Figure 5 Trusted root Certification Authorities deployed via Group Policy

Enrollment Services Container

The Enrollment Services container is reserved for enterprise CAs. Like the Certification Authorities container, the certificate of an enterprise CA is automatically installed in this container when building an enterprise CA, and the certificates in the Certification Authorities container are deployed to the Certificates – Local Computer\Intermediate Certification Authorities\Enterprise\Certificates store of domain-joined clients via Group Policy, as Figure 6 shows.

Figure 6 Intermediate CAs deployed via Group Policy

As Figure 7 and Figure 8 show, domain-joined clients will automatically find (and potentially auto-enroll if configured accordingly) all enterprise CAs published in the Enrollment Services container in AD, as well as their published templates.

Figure 7 Enrollment Services container
Figure 8 Enrollment Services container and published templates (certificateTemplates) attribute

NTAuthCertificates

The NTAuthCertificates object contains CA certificates permitted for implementing smart card logon and AD CS private key archival, as Figure 9 shows. In the smart card logon example, the issuer of a domain controller certificate processing the smart card logon and Key Distribution Center (KDC) authentication must be included in the NTAuthCertificates store, or the smart card logon will fail. In the AD CS private key archival example, the client can’t enroll a certificate from a certificate template with private key archival enabled if the enterprise CA certificate isn’t included in the NTAuthCertificates store.

Like the Certification Authorities container, the certificate of an enterprise subordinate CA is automatically installed in this container. All certificates in the NTAuthCertificates container are deployed to the Certificates – Local Computer\Intermediate Certification Authorities\Enterprise\Certificates store of domain-joined clients via Group Policy, as Figure 6 shows, above.

Figure 9 NTAuthCertificates object

AIA Container

The Certification Authorities container is for intermediate CAs and cross-certificates, as Figure 10 shows. Like the Certification Authorities container, the certificate of an enterprise subordinate CA is automatically installed in this container. All certificates in the AIA container are deployed to the Certificates – Local Computer\Intermediate Certification Authorities\Enterprise\Certificates store of domain-joined clients via Group Policy, as Figure 6 shows, above.

Figure 10 AIA container

CDP Container

The CDP container contains LDAP Uniform Resource Identifiers (URIs) for certificate revocation lists (CRLs). LDAP CRLs are automatically published in the CDP container after the installation of an enterprise CA. As Figure 11 and Figure 12 show, the Tailspin Toy Co. lab has removed the LDAP URIs and is configured with HTTP URIs instead.

Figure 11 CDP container
Figure 12 HTTP CRLs

KRA Contain

The KRA container is for Key Recovery Agent certificates. The container is updated automatically during a valid issuance from the KRA certificate template. As Figure 13 shows, the Tailspin Toy Co. lab doesn’t have any KRA certificates configured.

Figure 13 KRA container

OID Container

New Object Identifiers (OIDs) can be registered when creating new application policies or issuance policies, as Figure 14 shows. The ADSI Edit tool (ADSIEDIT.msc) can be used to view all the OIDs in a flat structure, as Figure 15 shows.
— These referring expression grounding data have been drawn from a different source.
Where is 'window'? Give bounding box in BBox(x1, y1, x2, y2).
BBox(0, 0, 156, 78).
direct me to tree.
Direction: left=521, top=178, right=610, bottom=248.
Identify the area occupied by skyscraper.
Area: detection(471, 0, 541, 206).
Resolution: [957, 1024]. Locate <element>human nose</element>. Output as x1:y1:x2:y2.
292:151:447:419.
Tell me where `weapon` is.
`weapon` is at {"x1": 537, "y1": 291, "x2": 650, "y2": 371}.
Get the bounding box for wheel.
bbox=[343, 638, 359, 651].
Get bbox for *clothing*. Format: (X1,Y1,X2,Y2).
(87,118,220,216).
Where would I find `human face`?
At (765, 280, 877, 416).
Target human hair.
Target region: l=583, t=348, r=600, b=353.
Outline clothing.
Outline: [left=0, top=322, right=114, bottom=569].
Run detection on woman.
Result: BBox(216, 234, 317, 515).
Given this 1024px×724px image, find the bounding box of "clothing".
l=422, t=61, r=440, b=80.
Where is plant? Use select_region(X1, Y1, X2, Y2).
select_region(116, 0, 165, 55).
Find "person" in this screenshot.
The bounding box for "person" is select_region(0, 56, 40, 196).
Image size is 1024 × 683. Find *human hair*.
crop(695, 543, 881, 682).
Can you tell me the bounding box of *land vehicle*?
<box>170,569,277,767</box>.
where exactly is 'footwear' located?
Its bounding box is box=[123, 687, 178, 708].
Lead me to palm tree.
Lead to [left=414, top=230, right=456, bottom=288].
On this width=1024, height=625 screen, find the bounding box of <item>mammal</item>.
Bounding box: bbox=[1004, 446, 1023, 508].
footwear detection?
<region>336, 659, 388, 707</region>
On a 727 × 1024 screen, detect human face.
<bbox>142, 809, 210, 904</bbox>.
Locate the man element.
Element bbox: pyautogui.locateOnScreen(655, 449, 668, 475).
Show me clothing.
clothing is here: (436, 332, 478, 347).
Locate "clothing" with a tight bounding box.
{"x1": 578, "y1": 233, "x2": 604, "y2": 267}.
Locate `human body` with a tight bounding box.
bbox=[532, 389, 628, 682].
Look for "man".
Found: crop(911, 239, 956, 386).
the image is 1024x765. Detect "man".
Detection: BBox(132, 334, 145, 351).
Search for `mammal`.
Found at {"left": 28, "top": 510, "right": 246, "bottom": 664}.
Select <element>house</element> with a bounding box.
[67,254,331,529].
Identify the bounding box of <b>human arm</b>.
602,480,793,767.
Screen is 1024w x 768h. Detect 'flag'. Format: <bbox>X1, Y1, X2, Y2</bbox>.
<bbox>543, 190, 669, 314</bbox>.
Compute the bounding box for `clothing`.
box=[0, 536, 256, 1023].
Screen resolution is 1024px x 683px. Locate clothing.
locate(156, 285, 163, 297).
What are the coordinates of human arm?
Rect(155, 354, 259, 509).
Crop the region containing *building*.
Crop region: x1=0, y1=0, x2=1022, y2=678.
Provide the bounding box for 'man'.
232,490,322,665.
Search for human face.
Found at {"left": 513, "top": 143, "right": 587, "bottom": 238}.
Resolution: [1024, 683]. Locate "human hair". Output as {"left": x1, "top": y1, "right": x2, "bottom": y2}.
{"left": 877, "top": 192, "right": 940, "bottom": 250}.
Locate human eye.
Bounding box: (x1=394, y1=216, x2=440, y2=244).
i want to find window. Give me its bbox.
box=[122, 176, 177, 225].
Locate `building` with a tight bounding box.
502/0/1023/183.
Figure 14 Adding application policies or issuance policies
Figure 15 Using ADSI Edit to explore OIDs

Final Remarks: Active Directory Certificate Services

Due to complexities with deploying or deprovisioning AD CS, many organizations have orphaned or misconfigured AD CS deployments in their AD forest. If you’re managing an AD environment and are concerned that you may have inherited an AD CS configuration that no longer meets best practice standards, contact Ravenswood Technology for expert help.